Iconic City: Loading… Casa, an exhibition curated by Salma Lahlou, will showcase the iconic city of Casablanca by providing a non-linear of Casablanca, where archival images, sound recordings, a short film, a monumental drawing and contemporary photography will amalgamate. The exhibition will incorporate five major axes: Transhumance, Mutation, Counter-culture, Amnesiac memory, and Hedonism.
Iconic City: Loading… Casa, an exhibition curated by Salma Lahlou, will showcase the iconic city of Casablanca by providing a non-linear of Casablanca, where archival images, sound recordings, a short film, a monumental drawing and contemporary photography will amalgamate. The exhibition will incorporate five major axes: Transhumance, Mutation, Counter-culture, Amnesiac memory, and Hedonism.
The Artists and works on display include:
Interior Architect and Photography
Zineb Andress Arraki was raised in Casablanca. Her award-winning work combines architecture, photography, sculpture, and video. Her recent solo exhibition, Casablanca CH2O is the result of three years of research.
Arraki links the cities of Casablanca and Dubai by revealing the similarity of their urban and architectural approach, audacious projects, and endeavours to become incubators of innovation through a series of diptyches.
Graphic Design
Aicha El Beloui is an illustrator, graphic designer, and creative director living and working in Casablanca. Trained as an architect, she began her artistic practice to express an obsession with citizenship, public spaces, belonging, freedom, and the individual in the Moroccan context.
Aicha will translate Casablanca into a graphic mural landscape within which the exhibition content will sit.
Artist
Mostafa Maftah lives and works as an artist in Casablanca. Maftah’s paintings, sculptures, drawings, installations, and performances exhibit a quest for individual and collective memory in streets and on walls.
Maftah’s work, ‘Feu en Océan,’ or ‘fire in the ocean,’ is made using traditional weaving techniques, and is the first and only tapestry made by a Moroccan man.
Filmmaker
Hicham Lasri is a writer, graphic designer and activist living and working in Casablanca. He has produced plays, movies, and short films on YouTube to promote social awareness among Moroccans. His movies have been selected for the Berlinnale in 2014 and 2017, and for Acid Cannes in 2012 and 2013.

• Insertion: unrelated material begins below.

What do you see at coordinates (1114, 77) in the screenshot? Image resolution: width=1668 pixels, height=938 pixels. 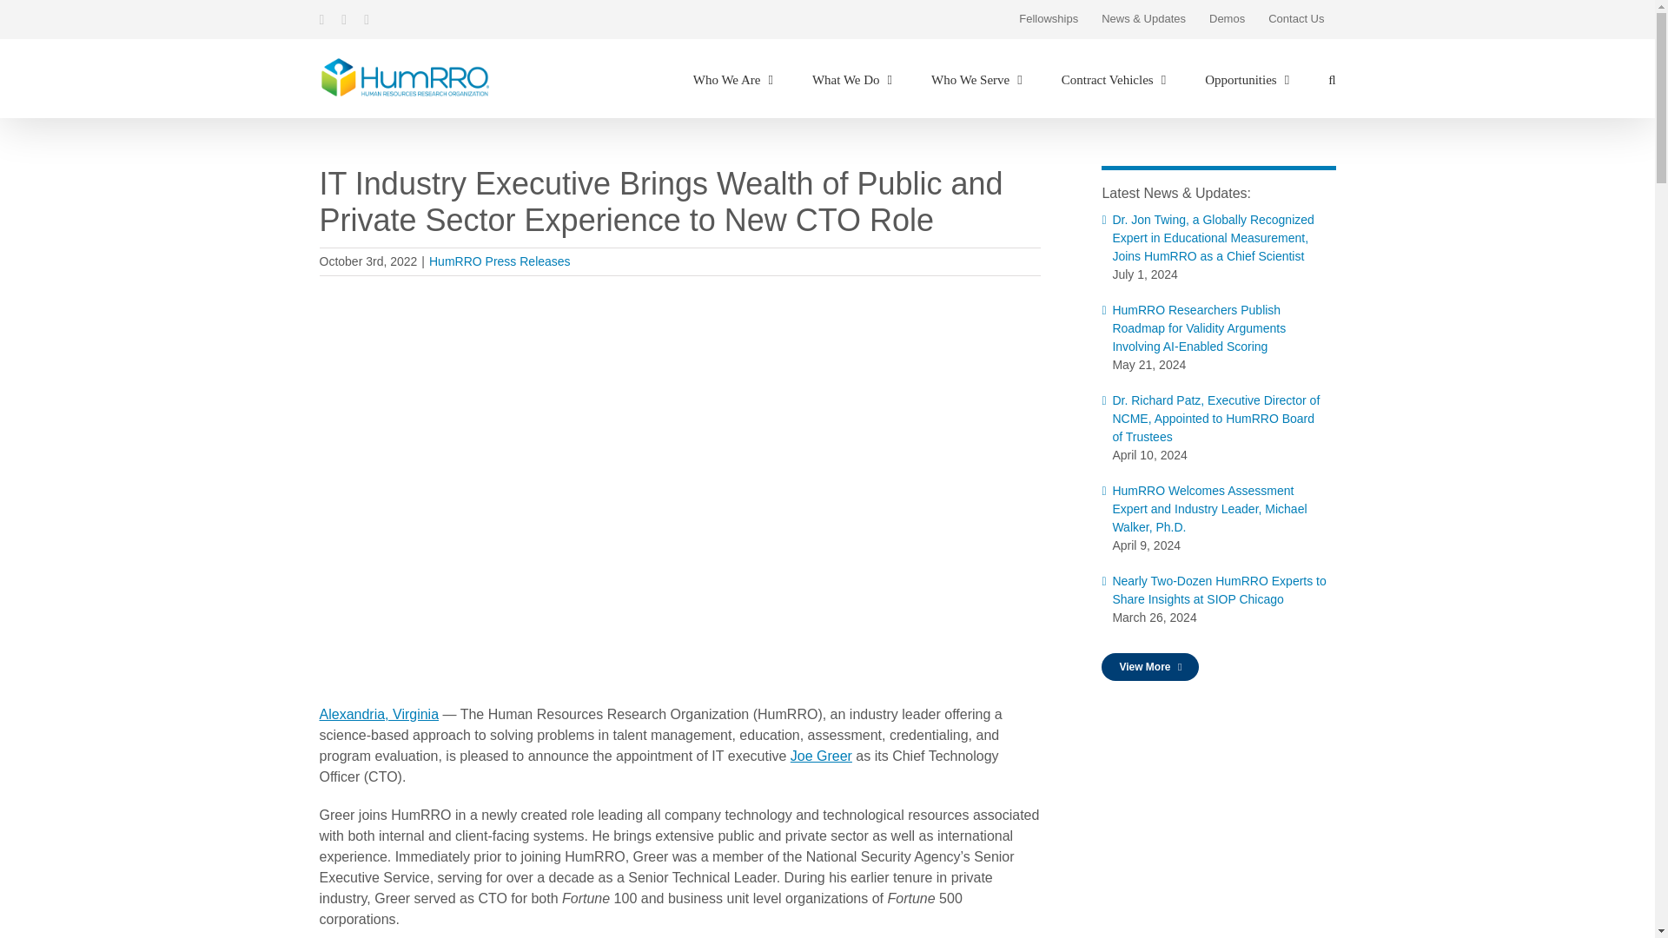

Hicham Lasri has produced Casablanca!, a visual poem in honour of his city, which includes many spaces that no longer exist, showing how every city is an ephemeral space that shrinks from view, from our memories and our lives a little more each day.
Sound Artist
Anna Raimondo lives in Brussels and works internationally. She has participated in several international exhibitions and festivals. She is co-editor of the radio and sound arts’ platform Saout Radio, based in Morocco.
Sonically translating the intimate transhumance of Casablanca, Anna has archived fragments of the city’s resistance and negotiation with traditional Morocco, integrating residents’ anecdotes with the sounds and stories of the music group Nass El Ghiwane.
Collector
Mohamed Tangi is a Casablanca native, and his passion for the city began thirty years ago, when he converted his home into a treasure of books, posters, cinema, music, photos, and pictures of Casa. He played an active role in the ongoing rehabilitation of the Casablanca Medina.
Objects from Tangi’s personal collection will be shown outside of Casablanca for the first time.
Five major axes for the exhibition:
Transhumance: Progressively polycentric, Casablanca saw its population migrate within the urban space in pace with socio-economic ascension. In order to adapt, the city invented its own model of auto-regulation.
Mutation: Moroccans have traditionally defined themselves by their tribes, but in Casablanca the phenomenon of diversity first appeared, forging a new Casablancan identity. In three months, one can claim the city as one’s one, without objection.
Counter-culture: Casablanca has given rise to a culture that is at odds with Morocco’s rigid traditions, habits and customs. Artists render profane that which has been considered sacred assuming the right to appropriate it, reinterpret it, and take every liberty with regard to legacy. As writer/curator Omar Berrada rightly says, "The popular heritage is like a living body, an agent of permanent cultural renewal".
Amnesiac memory: Not a single commemorative plaque, inscription, nor stele exists to inform visitors about the people who created this city. Casablanca cultivates the obligation of oblivion: a tomb without an epitaph.
Hedonism: the Casablancans are distinguished by their desire to work hard and take full advantage of life. With the largest tower, swimming pool, and cinema in Africa, hedonism has become a characteristic of the Casablancans.